Saturday, November 10, 2007

Understanding Different Forms of Deterrence

Trying to rationalize Reagan's decision to embark on the "Star Wars" is proving to be very difficult. In order to do so you need to convince yourself that creating such a system is 1) possible and 2) 100% effective. Two decades of research has shown that a missle defense system is possible, but far from effective. Reagan states that Americans should feel safe not because they know American retaliation is imminent, but because the United States possesses the ability to actually intercept and destroy a Russian missle before it reaches its target. This is where the assumption that a missle defense system must be 100% effective. If the United States were bombed while a missle defense system was in place what would the next action be? With so much investment in the missle defense system, could the United States then retaliate with nuclear weapons after the failure of the missle defense system? In such an environment instead of an arms race, countries will simply build missles that can evade the missle defense system, or even worse, launch multiple missles at once under the reasoning that one has to get through. Did Reagan actually believe that a missle shield could be 100% effective?

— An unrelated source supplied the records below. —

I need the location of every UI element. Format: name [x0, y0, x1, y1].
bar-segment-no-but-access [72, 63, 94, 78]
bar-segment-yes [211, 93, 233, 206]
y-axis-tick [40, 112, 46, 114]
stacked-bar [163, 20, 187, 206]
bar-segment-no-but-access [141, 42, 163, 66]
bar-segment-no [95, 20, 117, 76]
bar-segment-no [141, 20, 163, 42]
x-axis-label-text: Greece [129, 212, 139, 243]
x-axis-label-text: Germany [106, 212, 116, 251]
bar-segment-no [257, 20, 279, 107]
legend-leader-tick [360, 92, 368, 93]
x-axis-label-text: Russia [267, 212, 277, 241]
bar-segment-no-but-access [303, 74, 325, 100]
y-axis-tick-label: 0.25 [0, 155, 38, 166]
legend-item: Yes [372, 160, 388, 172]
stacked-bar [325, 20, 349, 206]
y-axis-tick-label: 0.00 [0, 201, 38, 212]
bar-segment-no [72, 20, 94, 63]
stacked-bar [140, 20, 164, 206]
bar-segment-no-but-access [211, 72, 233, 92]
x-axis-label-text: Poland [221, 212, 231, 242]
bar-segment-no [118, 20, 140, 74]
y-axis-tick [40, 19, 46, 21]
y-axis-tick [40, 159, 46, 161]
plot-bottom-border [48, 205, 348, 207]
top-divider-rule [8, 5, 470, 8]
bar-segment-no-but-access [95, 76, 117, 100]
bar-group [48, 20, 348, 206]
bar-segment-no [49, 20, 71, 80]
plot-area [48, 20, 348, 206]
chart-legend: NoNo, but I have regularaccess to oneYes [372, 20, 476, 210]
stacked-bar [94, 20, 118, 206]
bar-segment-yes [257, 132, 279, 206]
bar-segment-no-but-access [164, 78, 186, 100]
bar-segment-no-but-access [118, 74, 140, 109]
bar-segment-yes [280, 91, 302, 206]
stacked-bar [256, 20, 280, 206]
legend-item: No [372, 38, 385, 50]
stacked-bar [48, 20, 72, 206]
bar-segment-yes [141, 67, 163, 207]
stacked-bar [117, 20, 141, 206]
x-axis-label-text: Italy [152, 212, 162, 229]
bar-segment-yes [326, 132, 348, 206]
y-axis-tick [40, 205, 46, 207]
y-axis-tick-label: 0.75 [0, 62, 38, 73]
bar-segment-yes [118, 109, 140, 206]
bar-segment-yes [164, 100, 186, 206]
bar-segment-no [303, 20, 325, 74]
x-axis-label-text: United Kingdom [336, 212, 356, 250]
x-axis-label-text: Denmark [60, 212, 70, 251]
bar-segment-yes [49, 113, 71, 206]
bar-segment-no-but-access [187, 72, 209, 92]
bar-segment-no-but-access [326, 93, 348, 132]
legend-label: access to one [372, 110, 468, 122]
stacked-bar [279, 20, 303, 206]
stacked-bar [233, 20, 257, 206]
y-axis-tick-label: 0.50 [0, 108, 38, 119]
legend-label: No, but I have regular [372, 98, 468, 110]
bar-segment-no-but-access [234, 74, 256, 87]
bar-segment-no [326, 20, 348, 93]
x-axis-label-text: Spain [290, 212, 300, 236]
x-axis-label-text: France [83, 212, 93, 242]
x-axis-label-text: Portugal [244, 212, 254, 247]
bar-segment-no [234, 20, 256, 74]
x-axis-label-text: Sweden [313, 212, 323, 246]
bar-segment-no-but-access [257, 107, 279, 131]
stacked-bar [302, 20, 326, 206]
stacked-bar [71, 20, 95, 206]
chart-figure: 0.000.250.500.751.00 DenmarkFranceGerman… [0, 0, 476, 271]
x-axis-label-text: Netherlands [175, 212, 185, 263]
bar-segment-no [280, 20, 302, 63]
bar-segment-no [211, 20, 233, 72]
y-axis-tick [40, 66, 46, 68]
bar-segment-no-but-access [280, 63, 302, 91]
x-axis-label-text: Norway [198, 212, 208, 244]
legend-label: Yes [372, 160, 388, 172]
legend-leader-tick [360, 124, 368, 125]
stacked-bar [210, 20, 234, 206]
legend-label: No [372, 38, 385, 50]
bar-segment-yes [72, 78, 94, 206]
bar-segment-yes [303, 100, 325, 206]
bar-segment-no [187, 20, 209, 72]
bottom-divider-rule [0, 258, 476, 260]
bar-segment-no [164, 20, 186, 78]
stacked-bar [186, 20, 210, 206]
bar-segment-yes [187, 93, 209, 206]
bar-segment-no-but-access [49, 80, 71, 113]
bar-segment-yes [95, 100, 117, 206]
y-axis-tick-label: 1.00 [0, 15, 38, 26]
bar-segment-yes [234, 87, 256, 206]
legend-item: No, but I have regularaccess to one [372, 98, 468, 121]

Mutually assured destruction was a very effective detterence policy that had prevented nations from using nuclear weapons against one another. So, why introduce a new policy of deterrence to replace one that had proven to work? I can think of two explanations. First, Reagan possibly believed that it was a cause the nation would rally around like the Space Race of the 50's and 60's. Encouraging more children to learn science and math in order to contribute to the building missle defense system. This did not come to fruition. Second, more outragious, but not entirely impossible given the subsequent medical information about Reagan's deteriorating mental health, Reagan desired the United States have an omnipotent status over the rest of the world. An essay in the 1950's by Robert Strauss-Hupe called "The Balance of Tomorrow" called on the United States to extend its influence and values over the entirety of the world. By creating a missle defense system in the way Reagan likely envisioned it (100% effective), Reagan could claim dominion over the rest of the world. Expanding American influence over the entirety of the globe with no threat of resistance. With a perfectly effective missle defense system in place the United States could make demands of any country backed up by a large nuclear arsenal. That country would then be powerless to do anything but comply because the principle of mutal destruction no longer would exist.

After much thought those are the only two reasons I can come up with to explain a missle defense program. Essentially, neither is a good reason. So, there is/was no good reason for the development of a missle defense system.